God’s kingdom is one of freedom. Nothing is forced. Even the good things are not forced upon us. If we try to “force” (persuade) God’s good things on others, we misrepresent our Father and we have failed in love, even with good intentions, message, motive, and methods–good “kingdom stuff.”

Forced love is rape. We try to force truth/love (God is love, God is truth) on people who do not even want to be inseminated, and call it “evangelizing.” People do not need to hear our “stuff,” even our good stuff. People need to smell an aroma of the Bread of Life, take a bite out of us, and because the taste is of the Bread of Life, experience DIVINELY CREATED APPETITE. Then they will be ready to hear about, more accurately, eat of, the One we say we represent. Telling people about the Bread of Life, and becoming the One Loaf with others for the world to feed on, to taste and see of THE Bread of Life, are two unrelated universes.

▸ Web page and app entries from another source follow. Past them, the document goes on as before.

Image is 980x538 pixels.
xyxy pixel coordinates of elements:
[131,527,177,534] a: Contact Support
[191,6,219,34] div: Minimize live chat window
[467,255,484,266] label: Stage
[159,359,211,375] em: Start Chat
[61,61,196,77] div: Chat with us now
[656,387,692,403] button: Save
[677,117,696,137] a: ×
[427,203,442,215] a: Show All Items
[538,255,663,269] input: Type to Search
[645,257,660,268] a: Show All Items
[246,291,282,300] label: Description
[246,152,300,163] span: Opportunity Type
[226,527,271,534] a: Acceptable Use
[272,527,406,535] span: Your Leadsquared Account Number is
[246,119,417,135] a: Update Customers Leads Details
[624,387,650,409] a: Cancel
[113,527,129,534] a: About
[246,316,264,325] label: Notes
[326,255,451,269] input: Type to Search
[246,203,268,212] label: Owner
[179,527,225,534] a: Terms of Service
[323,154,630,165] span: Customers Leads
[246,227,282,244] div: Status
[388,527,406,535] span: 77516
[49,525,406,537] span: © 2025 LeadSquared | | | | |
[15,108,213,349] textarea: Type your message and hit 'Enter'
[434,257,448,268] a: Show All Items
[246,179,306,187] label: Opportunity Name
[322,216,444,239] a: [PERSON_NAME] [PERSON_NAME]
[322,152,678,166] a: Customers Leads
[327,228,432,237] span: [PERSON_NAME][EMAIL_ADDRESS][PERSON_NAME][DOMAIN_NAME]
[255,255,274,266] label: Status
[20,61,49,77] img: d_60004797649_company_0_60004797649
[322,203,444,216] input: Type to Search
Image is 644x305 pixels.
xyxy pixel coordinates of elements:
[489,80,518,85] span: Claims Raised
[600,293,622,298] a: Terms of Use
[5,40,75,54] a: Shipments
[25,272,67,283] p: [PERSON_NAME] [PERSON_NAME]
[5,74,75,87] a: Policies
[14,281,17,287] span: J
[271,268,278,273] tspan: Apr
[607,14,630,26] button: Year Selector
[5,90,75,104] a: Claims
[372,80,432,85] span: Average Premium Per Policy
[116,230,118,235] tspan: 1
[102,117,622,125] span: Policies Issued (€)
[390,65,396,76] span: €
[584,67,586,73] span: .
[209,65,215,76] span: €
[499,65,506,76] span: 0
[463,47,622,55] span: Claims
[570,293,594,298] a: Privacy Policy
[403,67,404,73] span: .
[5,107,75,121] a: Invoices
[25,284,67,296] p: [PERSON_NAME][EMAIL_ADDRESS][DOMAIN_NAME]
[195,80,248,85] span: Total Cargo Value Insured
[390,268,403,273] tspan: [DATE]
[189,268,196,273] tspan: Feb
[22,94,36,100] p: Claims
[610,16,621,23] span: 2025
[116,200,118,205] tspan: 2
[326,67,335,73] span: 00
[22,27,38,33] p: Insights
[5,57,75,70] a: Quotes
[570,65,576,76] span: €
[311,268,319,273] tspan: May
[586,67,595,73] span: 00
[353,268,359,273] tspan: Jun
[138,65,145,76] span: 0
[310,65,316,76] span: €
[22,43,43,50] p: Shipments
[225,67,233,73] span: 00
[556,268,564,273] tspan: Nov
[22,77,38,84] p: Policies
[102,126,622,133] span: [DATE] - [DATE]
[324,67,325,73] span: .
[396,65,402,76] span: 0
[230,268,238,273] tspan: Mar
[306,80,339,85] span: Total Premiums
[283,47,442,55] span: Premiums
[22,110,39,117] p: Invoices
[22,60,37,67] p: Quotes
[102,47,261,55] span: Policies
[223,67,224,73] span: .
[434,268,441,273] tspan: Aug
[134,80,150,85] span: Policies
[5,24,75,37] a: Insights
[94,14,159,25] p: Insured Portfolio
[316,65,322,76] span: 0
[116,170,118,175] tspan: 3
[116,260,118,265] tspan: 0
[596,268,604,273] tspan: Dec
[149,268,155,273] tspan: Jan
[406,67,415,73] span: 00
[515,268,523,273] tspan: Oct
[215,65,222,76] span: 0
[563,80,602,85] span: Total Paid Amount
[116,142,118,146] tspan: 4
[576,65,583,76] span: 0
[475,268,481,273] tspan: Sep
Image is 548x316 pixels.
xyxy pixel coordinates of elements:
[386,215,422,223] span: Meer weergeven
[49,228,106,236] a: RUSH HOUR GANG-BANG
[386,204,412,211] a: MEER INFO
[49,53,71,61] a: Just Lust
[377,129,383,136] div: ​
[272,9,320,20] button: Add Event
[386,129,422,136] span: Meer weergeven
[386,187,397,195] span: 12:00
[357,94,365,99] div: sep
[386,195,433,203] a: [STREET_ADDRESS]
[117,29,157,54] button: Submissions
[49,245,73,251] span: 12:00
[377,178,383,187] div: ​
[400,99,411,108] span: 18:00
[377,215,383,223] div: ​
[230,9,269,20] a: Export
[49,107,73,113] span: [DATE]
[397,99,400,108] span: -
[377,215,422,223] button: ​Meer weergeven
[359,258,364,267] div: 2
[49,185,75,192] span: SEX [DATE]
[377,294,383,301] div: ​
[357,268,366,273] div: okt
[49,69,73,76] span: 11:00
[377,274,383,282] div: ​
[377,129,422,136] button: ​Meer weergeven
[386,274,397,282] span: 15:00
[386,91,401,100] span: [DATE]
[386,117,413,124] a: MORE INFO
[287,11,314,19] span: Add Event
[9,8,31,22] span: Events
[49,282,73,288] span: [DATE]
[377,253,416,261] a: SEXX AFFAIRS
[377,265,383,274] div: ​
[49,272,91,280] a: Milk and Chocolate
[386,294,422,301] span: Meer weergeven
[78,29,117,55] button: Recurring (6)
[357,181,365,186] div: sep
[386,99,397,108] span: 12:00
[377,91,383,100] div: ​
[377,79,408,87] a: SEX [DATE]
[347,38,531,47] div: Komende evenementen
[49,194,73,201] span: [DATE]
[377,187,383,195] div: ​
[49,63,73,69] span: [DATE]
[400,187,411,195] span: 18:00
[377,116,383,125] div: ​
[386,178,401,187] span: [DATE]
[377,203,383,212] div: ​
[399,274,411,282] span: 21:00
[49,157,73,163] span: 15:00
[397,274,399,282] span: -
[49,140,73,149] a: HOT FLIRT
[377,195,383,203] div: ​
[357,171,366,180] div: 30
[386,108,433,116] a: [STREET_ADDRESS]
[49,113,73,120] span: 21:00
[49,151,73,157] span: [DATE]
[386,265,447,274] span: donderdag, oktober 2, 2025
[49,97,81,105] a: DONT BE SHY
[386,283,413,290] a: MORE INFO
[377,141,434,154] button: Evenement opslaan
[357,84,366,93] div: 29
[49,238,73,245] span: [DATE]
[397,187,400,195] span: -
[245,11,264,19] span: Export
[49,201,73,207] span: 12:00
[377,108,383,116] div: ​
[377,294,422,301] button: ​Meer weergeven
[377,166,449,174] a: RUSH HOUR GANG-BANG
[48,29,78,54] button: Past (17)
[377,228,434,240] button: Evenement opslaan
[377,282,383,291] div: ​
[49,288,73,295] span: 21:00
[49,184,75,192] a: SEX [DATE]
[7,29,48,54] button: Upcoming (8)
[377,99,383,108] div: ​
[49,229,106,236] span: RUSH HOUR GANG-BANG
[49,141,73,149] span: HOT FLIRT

Telling people is like reading a restaurant menu to someone, but never buying them a meal. They heard about food accurately, but they have eaten nothing, so they still go away hungry. They’ve “heard the gospel” and now they are “accountable for their soul” and we’ve “done our bit for Jesus.” One is shortcut Christian religion, the other is the costly reality of the Way, Truth, and the Life that the world is hungry to see. Gospel proclamation is not about “sowing the seed of the Word” into the world, the gospel is proclaimed by sowing US into the world as seed (Mt. 13:38).